All the Gallant Men: An American Sailor's Firsthand Account of Pearl Harbor
Donald Stratton - 2016
The first memoir ever published by a USS Arizona survivor.At 8:10 a.m. on December 7, 1941, Seaman First Class Donald Stratton was consumed by an inferno. A million pounds of explosives had detonated beneath his battle station aboard the USS Arizona, barely fifteen minutes into Japan’s surprise attack on American forces at Pearl Harbor. Near death and burned across two thirds of his body, Don, a nineteen-year-old Nebraskan who had been steeled by the Great Depression and Dust Bowl, summoned the will to haul himself hand over hand across a rope tethered to a neighboring vessel. Forty-five feet below, the harbor’s flaming, oil-slick water boiled with enemy bullets; all around him the world tore itself apart.In this extraordinary, never-before-told eyewitness account of the Pearl Harbor attack—the only memoir ever written by a survivor of the USS Arizona—ninety-four-year-old veteran Donald Stratton finally shares his unforgettable personal tale of bravery and survival on December 7, 1941, his harrowing recovery, and his inspiring determination to return to the fight.Don and four other sailors made it safely across the same line that morning, a small miracle on a day that claimed the lives of 1,177 of their Arizona shipmates—approximately half the American fatalaties at Pearl Harbor. Sent to military hospitals for a year, Don refused doctors’ advice to amputate his limbs and battled to relearn how to walk. The U.S. Navy gave him a medical discharge, believing he would never again be fit for service, but Don had unfinished business. In June 1944, he sailed back into the teeth of the Pacific War on a destroyer, destined for combat in the crucial battles of Leyte Gulf, Luzon, and Okinawa, thus earning the distinction of having been present for the opening shots and the final major battle of America’s Second World War.As the seventy-fifth anniversary of the Pearl Harbor attack approaches, Don, a great-grandfather of five and one of six living survivors of the Arizona, offers an unprecedentedly intimate reflection on the tragedy that drew America into the greatest armed conflict in history. All the Gallant Men is a book for the ages, one of the most remarkable—and remarkably inspiring—memoirs of any kind to appear in recent years.

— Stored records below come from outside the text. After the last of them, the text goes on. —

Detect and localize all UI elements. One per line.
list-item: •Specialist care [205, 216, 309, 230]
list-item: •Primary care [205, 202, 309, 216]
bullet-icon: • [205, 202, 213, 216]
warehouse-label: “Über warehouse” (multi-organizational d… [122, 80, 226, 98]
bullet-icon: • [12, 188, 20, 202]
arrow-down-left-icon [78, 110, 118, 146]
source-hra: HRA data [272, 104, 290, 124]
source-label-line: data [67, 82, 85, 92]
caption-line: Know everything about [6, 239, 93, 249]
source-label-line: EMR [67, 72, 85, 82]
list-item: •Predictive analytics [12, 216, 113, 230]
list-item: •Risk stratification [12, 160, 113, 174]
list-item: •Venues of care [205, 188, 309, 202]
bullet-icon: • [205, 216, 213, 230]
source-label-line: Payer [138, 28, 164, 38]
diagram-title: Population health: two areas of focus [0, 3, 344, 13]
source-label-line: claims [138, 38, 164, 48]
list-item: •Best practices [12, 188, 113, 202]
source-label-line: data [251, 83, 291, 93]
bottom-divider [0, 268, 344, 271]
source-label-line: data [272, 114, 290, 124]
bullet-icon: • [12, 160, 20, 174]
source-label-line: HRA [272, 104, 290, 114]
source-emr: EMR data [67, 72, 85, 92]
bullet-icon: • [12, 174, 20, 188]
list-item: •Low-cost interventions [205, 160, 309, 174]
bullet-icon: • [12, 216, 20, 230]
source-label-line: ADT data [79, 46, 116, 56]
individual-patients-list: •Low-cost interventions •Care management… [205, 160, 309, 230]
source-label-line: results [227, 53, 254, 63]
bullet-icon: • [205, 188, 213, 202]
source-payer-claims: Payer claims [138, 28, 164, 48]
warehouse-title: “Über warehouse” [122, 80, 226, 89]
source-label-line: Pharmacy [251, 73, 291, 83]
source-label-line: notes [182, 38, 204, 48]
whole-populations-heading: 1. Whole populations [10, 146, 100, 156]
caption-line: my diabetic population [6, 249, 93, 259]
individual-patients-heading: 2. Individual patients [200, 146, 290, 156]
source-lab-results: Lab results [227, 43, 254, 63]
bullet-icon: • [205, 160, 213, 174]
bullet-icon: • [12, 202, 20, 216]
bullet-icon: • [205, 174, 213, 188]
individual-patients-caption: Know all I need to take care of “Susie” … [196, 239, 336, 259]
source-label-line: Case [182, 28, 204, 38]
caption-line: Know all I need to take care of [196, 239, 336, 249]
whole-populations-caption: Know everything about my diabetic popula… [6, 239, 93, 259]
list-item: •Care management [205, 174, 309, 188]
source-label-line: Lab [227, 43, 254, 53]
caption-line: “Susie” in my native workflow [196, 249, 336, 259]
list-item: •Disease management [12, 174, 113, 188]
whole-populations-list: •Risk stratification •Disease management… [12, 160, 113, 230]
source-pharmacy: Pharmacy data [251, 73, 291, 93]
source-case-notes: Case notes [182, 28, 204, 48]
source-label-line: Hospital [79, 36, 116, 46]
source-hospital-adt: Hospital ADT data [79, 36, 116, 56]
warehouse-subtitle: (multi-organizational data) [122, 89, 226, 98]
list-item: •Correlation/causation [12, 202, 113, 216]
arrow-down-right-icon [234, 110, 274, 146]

The Nazi Officer's Wife: How One Jewish Woman Survived the Holocaust
Edith Hahn Beer - 1999
Knowing she would become a hunted woman, Edith tore the yellow star from her clothing and went underground, scavenging for food and searching each night for a safe place to sleep. Her boyfriend, Pepi, proved too terrified to help her, but a Christian friend was not: With the woman's identity papers in hand, Edith fled to Munich. There she met Werner Vetter, a Nazi party member who fell in love with her. And despite her protests and even her eventual confession that she was Jewish, he married her and kept her identity secret.In vivid, wrenching detail, Edith recalls a life of constant, almost paralyzing fear. She tells of German officials who casually questioned the lineage of her parents; of how, when giving birth to her daughter, she refused all painkillers, afraid that in an altered state of mind she might reveal her past; and of how, after her husband was captured by the Russians and sent to Siberia, Edith was bombed out of her house and had to hide in a closet with her daughter while drunken Russians soldiers raped women on the street.Yet despite the risk it posed to her life, Edith Hahn created a remarkable collective record of survival: She saved every set of real and falsified papers, letters she received from her lost love, Pepi, and photographs she managed to take inside labor camps. On exhibit at the Holocaust Museum in Washington, D.C., these hundreds of documents form the fabric of an epic story - complex, troubling, and ultimately triumphant.